Americans have come a long way from the depths of the Great Recession. Our businesses have created 12.1 million jobs over the past 61 months – the longest sustained stretch of job creation in our nation’s history – and a key driver of that economic recovery has been a sector that helped build this country’s middle class – manufacturing.
In fact, the Commerce Department reports that American manufacturing now accounts for nearly 20 percent of our nation’s economic growth when adjusted for inflation, and since 2010’s economic low point, manufacturers have created more than 860,000 new jobs.
Still, while American manufacturing is newly resurgent, there’s much more we can do to build on its momentum.
That’s why last Congress we started a campaign called Manufacturing Jobs for America (MJA) to focus on four key issues: investing in America’s workforce, expanding access to capital, opening up markets abroad for American goods, and crafting a national manufacturing strategy.
The initiative brought together 27 Senate Democrats to introduce 36 different manufacturing bills – nearly half of which were bipartisan. Eight of those bills are now law, including our bill to create a national manufacturing strategy that will for the first time lay out a proactive, comprehensive, and long-term policy for investing in and strengthening American manufacturing. The Administration has also come forward with many great ideas and initiatives, from nine new manufacturing innovation institutes around the country to new Department of Labor job skills programs that would strengthen job training and apprenticeship. It is our hope that MJA can continue to play an important role investing in and scaling up those ideas so they can have a national impact.
Aside from the challenge of moving legislation through Congress, we also face a serious problem when it comes to supporting manufacturing. That’s because modern perceptions of manufacturing are still based on images of the factory floors of the past – where laborers worked for low wages in dirty, often dangerous environments performing low-skilled tasks.
The typical American manufacturing facility today couldn’t be more different, because today’s manufacturing jobs require much higher skill levels than ever before. Modern manufacturing work requires strong technical training in math and science; it demands workers with critical thinking skills and the ability to solve problems and work collaboratively.
It’s no surprise then, that 21st century American manufacturing jobs are good jobs. They pay more in wages and benefits than jobs in any other sector and contribute more to local economies. Manufacturers also account for 70 percent of our nation’s private sector research and development and 90 percent of our patents. They’re critical to America’s innovative capacity and economic competitiveness.

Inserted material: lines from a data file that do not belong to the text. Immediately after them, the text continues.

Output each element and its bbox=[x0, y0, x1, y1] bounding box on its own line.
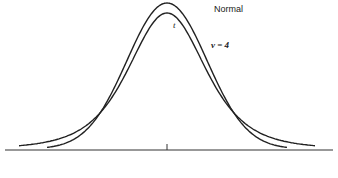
degrees-of-freedom-label: ν = 4 bbox=[211, 40, 229, 50]
normal-curve bbox=[47, 3, 287, 147]
chart-plot bbox=[0, 0, 338, 178]
t-curve bbox=[19, 13, 315, 146]
chart-figure: Normal t ν = 4 bbox=[0, 0, 338, 178]
t-label: t bbox=[173, 20, 176, 30]
normal-label: Normal bbox=[214, 4, 243, 14]
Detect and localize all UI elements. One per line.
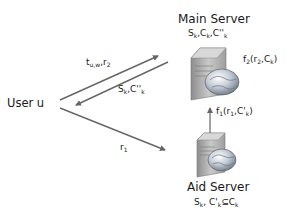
edge-label-user-to-aid: r1 (120, 142, 128, 153)
subscript: 2 (257, 58, 261, 65)
subscript: 2 (246, 58, 250, 65)
subscript: 2 (107, 61, 111, 68)
subscript: 1 (124, 146, 128, 153)
subscript: k (246, 110, 249, 117)
user-label: User u (7, 96, 44, 110)
subscript: k (200, 201, 203, 208)
subscript: k (206, 32, 209, 39)
aid-server-title: Aid Server (187, 180, 249, 194)
subscript: k (141, 88, 144, 95)
main-server-title: Main Server (178, 12, 250, 26)
aid-server-data: Sk, C'k⊆Ck (194, 197, 239, 208)
main-server-icon (191, 48, 239, 100)
subscript: u,w (90, 61, 101, 68)
arrow-user-to-aid (60, 108, 165, 150)
symbol: C' (209, 197, 218, 207)
subset-symbol: ⊆ (221, 197, 229, 207)
subscript: k (194, 32, 197, 39)
subscript: k (235, 201, 238, 208)
edge-label-main-to-user: Sk,C''k (118, 84, 145, 95)
symbol: C'' (130, 84, 141, 94)
aid-server-function: f1(r1,C'k) (216, 106, 253, 117)
edge-label-user-to-main: tu,w,r2 (86, 57, 111, 68)
subscript: 1 (230, 110, 234, 117)
subscript: k (124, 88, 127, 95)
symbol: C' (237, 106, 246, 116)
symbol: C'' (213, 28, 224, 38)
subscript: 1 (219, 110, 223, 117)
aid-server-icon (197, 133, 236, 177)
main-server-data: Sk,Ck,C''k (188, 28, 227, 39)
main-server-function: f2(r2,Ck) (243, 54, 277, 65)
subscript: k (270, 58, 273, 65)
subscript: k (224, 32, 227, 39)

By passing bipartisan manufacturing bills into law last Congress, we showed that by putting good ideas forward, we can still work together to make them a reality. That’s why we’ve come together once again to re-launch MJA for the 114th Congress. Although there are many issues that divide Democrats and Republicans, we’re hopeful that manufacturing can continue to be something that brings us together. This year, we’re building on the momentum we started last time around with a similar selection of bills and ideas.
The bipartisan Manufacturing Universities Act, for instance, would go a long way toward helping our universities train engineers for the manufacturing jobs of today and tomorrow. It would designate 25 “Manufacturing Universities” across the country and invest $5 million in federal funding into each school’s engineering program each year for four years. These investments would help them align their curricula and training with the skills that local manufacturers are looking for. In Delaware, Wisconsin, and states across the country, it would help businesses create and fill good manufacturing jobs by ensuring our technical and engineering students have the skills they need to go seamlessly from the classroom to the workplace.

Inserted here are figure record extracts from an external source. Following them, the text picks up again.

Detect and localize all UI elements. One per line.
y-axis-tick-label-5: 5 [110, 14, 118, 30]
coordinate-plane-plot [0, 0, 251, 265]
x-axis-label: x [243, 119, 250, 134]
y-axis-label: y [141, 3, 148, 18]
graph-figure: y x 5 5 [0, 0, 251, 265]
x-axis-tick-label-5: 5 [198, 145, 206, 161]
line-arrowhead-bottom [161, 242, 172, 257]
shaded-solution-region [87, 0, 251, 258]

In addition to improving the career readiness of university graduates, we can do more to ensure high school graduates are prepared with the skills they’ll need to pursue a career in manufacturing. That’s why MJA includes another bipartisan bill called the Career Ready Act, which encourages states to keep track of school districts’ use of “career readiness indicators” – factors that demonstrate a student’s preparedness for postsecondary education and the workforce, such as career and technical education (CTE) course completion and the number of students earning postsecondary credentials while in high school.
Currently, all 50 states track districts’ efforts to instill academic knowledge for college preparation, but less than half of states publicly report on career readiness indicators. By tracking and publishing this data, businesses and workforce leaders will be better-informed about the level of career preparation in a given state or region. Additionally, the Career Ready Act will allow students to be career-ready on graduation day with a solid foundation for any further training needed to enter the field of their choice.
We believe that American manufacturing is undergoing a revival. As the home to the most innovative businesses, the best universities, and the most productive workers on the planet, 21st century manufacturing is built to thrive in America.
The challenge then, is to take advantage of the opportunities before us.
Despite the progress we’ve made, Boston Consulting Group estimates that there are currently between 80,000-100,000 unfilled high-skilled manufacturing jobs and that this gap will only grow, rising to as many as 875,000 unfilled jobs by 2020. We should view those unfilled jobs as an incredible opportunity, especially in a country that has struggled with joblessness in recent years. Those jobs are there for the taking, and we strongly believe that if we focus and work together to give American workers the skills they need, their talents will more than meet the demand.
As a country, we need to invest in American manufacturing and in American workers, and Manufacturing Jobs for America is our best chance to do that in Congress.